Chinese state media outlets continued to deliver a defiant response to such calls. On Sunday, an editorial in Global Times, a Chinese news site that echoes Beijing’s line, ridiculed Biden’s push for new intelligence and called any findings “preset” to be a laboratory in Wuhan. US intelligence agencies, it said, “do not have superior research capability” than WHO, or more information.
“What they will get in the end is nothing but political,” the editorial said.
Matthew Pottinger, who served as deputy national security adviser to former President Donald Trump, presented a contrast to Hotez in assessing the prospects of Biden’s investigation.
“I think that there’s actually an enormous amount that could come out,” Pottinger said, also on “Meet the Press.”
“There’s a lot going for natural origins,” he said of the leading theory, but an independent team of scientists, public health researchers and virologists would need to work in China for a period of six months to a year so the world can “fully unravel the origins of COVID-19.” The team would have to interview scientists and scrutinise their lab notebooks in order to investigate the possibility of a lab leak, he said.
Asked if that could be done without China’s cooperation, Hotez said no. “I think we have to really put a lot of pressure on China,” he said, including possible sanctions, to secure “unfettered access” for a team of top scientists.
Chinese state media outlets continued to deliver a defiant response to such calls. On Sunday, an editorial in Global Times, a Chinese news site that echoes Beijing’s line, ridiculed Biden’s push for new intelligence and called any findings “preset” to be a laboratory in Wuhan.

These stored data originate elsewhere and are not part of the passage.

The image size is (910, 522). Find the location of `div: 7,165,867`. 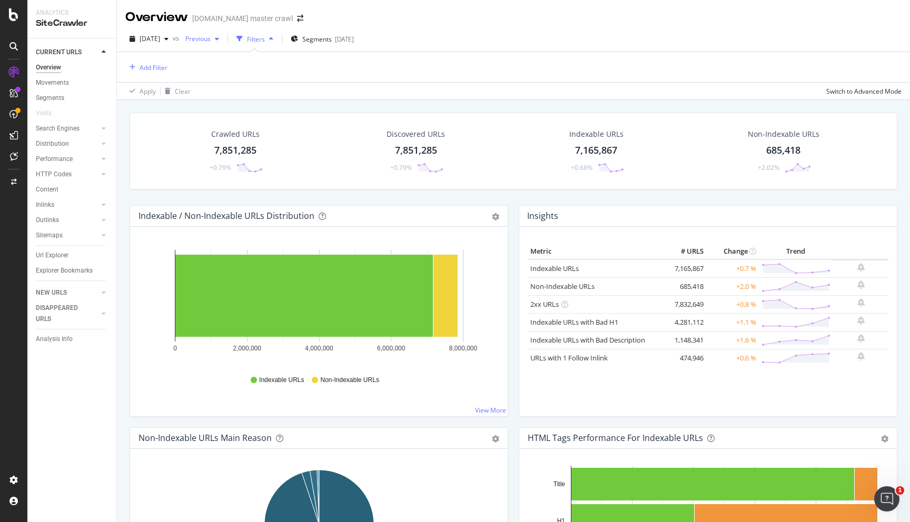

div: 7,165,867 is located at coordinates (596, 151).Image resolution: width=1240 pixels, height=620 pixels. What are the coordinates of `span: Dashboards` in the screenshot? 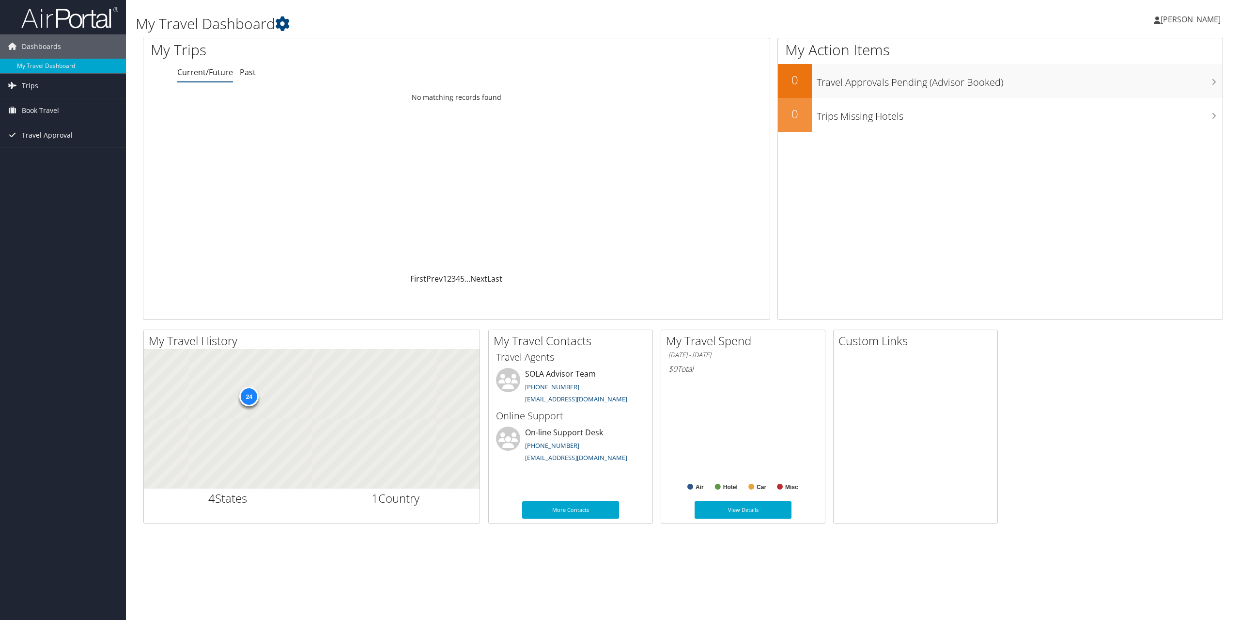 It's located at (41, 47).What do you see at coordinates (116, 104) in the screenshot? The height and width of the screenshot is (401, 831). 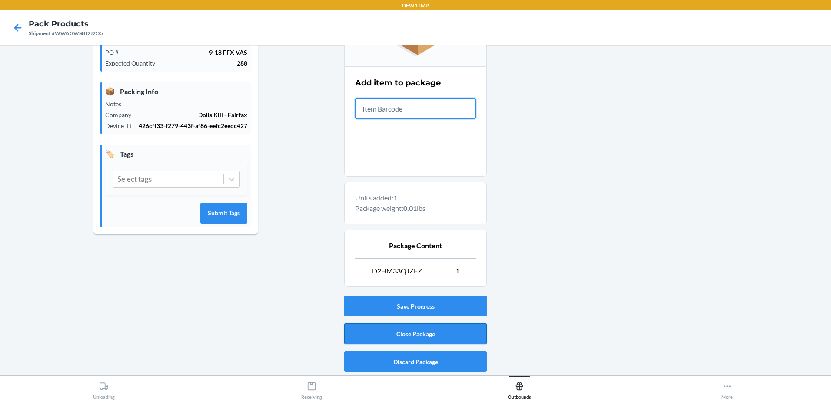 I see `p: Notes` at bounding box center [116, 104].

US intelligence agencies, it said, “do not have superior research capability” than WHO, or more information.
“What they will get in the end is nothing but political,” the editorial said.
Matthew Pottinger, who served as deputy national security adviser to former President Donald Trump, presented a contrast to Hotez in assessing the prospects of Biden’s investigation.
“I think that there’s actually an enormous amount that could come out,” Pottinger said, also on “Meet the Press.”